Developer proposed 2,000 houses. ACHD member warned against them. What Kuna just decided
The Kuna City Council has rejected a master-planned community that would have brought nearly 2,000 houses and 370 apartments to the easternmost edge of the Boise suburb.
Council members cited worries that city resources would be strained by growth too soon along its outer boundary.
The council on Tuesday split over the decision about the Spring Rock subdivision. Members Briana Buban-Vonder Haar and Warren Christensen voted in favor of the development, while Richard Cardoza and Greg McPherson voted against it. Mayor Joe Stear cast the tiebreaking vote to deny it.

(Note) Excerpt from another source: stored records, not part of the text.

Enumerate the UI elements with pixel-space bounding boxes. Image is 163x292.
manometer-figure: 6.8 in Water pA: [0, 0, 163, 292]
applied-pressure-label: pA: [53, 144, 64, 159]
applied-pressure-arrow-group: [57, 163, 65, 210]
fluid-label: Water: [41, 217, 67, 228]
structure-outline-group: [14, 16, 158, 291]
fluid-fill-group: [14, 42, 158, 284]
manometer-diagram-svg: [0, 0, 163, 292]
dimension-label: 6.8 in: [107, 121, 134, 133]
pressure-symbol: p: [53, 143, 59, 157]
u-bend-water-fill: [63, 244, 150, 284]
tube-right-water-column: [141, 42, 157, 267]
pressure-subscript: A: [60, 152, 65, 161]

“I’m afraid for us to expand residential out that much more would be doing a disservice to the citizens of Kuna,” Stear said. He suggested that the developers — Dave Yorgason, Christopher Findlay and Pat Duynslager — come back in a few years once the council has had a “chance to clean up some of our issues in the rest of the city.”

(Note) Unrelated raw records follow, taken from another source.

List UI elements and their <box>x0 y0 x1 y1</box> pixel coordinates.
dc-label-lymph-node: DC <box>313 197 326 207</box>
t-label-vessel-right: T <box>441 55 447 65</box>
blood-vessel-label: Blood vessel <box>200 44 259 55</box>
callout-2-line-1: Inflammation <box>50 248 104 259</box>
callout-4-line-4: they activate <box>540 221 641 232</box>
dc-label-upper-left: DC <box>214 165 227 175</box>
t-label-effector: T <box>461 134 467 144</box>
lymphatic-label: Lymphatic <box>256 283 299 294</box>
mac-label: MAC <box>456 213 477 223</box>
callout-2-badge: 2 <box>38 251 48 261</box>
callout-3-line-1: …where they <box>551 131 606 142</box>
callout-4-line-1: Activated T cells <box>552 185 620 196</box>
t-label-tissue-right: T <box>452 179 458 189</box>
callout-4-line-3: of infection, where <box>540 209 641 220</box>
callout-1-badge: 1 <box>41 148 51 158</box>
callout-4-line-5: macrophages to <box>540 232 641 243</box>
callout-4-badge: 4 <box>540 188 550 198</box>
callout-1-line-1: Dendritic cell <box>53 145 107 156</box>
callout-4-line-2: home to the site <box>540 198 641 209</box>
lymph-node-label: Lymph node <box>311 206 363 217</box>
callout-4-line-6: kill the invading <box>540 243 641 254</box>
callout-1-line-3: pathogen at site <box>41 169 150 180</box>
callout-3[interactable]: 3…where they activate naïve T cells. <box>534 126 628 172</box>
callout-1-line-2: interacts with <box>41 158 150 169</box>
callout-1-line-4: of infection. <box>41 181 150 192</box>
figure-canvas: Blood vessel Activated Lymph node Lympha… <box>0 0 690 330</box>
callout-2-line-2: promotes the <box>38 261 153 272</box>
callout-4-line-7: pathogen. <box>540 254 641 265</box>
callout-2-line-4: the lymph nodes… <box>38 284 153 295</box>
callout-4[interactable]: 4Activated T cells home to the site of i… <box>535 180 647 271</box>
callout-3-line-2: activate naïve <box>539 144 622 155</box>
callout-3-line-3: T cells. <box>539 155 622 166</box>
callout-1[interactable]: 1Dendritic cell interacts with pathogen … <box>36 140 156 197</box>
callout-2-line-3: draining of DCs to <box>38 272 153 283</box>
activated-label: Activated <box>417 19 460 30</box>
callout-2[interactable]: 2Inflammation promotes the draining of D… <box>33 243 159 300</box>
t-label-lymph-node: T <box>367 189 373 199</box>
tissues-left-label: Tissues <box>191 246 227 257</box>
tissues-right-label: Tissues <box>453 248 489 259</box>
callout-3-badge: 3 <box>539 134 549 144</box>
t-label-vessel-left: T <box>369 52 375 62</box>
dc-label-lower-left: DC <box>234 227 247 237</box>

Those “issues” include roads, police response times and fire response times, all of which would have been burdened by the proposed development, officials said.
But Buban-Vonder Haar said that by approving the master-planned community, which would have been built over 20 years, the city could have anticipated where it should deploy those resources in the future..
“Having that level of planning for all of the different things that are going to go in — I feel like it even better allows us to plan for things,” she said.
Beyond houses, the Spring Rock subdivision included 83,000 square feet of commercial and office space, a 35-acre park, mini-self storage and a site for a future school.
The developers pointed out that the Ada County Highway District would have required them to pay for millions of dollars in roadway and intersection improvements in the area, including the intersections of Cloverdale Road with Hubbard and Columbia roads. These “exactions” are often required of large developments that would flood roads with cars.
Smaller developments of 50 to 100 houses are usually not required to make such road improvements upfront, and instead pay impact fees so that the highway district can make those improvements associated with growth later. (Spring Rock also would have paid impact fees, in addition to the exactions).
“We’ve agreed to it, because it’s the right thing for the community,” Yorgason said. “That’s why we partner with these agencies, so that we can be a solution, and not kick the can further down the road.”
But ACHD Commissioner Kent Goldthorpe openly warned Kuna in December 2019 that if the council approved Spring Rock, the district would not be able to widen roads or enlarge intersections to the north and south of the project that new residents inevitably would use.
ACHD has done little to plan for road improvements on Kuna’s eastern edge, because until recently, the city had planned for the area to remain farmland.
But in 2019, the City Council approved a new comprehensive plan, a document guiding development for the next 20 years. That plan, which was created with input from Yorgason and his development team, envisioned residential development as far east as South Cole Road.
Beyond roads, Stear said that despite the developer’s offer to donate land for a school, taxpayers ultimately would be left with the bill for the building itself, as well as the cost of operations. The same went for a new fire station, which would be needed to lower response times, he said.
In 2018, amid much more public outcry, the council voted to annex nearly 990 acres into city limits for the Falcon Crest subdivision, just east of Cloverdale Road and north of Kuna Road. The developers of that project, M3 Cos., plan to build 2,300 single-family homes and apartments there over the next 10 to 15 years.
Spring Rock would have gone in right next to Falcon Crest.
“I get the concern of annexing far away from hubs,” Buban-Vonder Haar said. “But it seems like Falcon Crest will already be a large service area. Having some additional development right there might be preferred to another random spot.”
As cities have come to better understand the costs of growing out rather than filling in, many are trying to change their development patterns. Boise has encouraged infill development for years. In Meridian, Mayor Robert Simison has said the city will channel growth to its northwest and southeast, where the city can save money by developing parcels along existing roads, sewer lines and parks.
Likewise, Ada County Commissioner Diana Lachiondo has stressed to local governments that by continuing to grow outward, they are increasing the demand for new first-responder stations, which the county doesn’t have the money to fund.
Kuna council member Cardoza’s concerns were similar.
“I just think we’re expanding our infrastructure a little too far,” he said.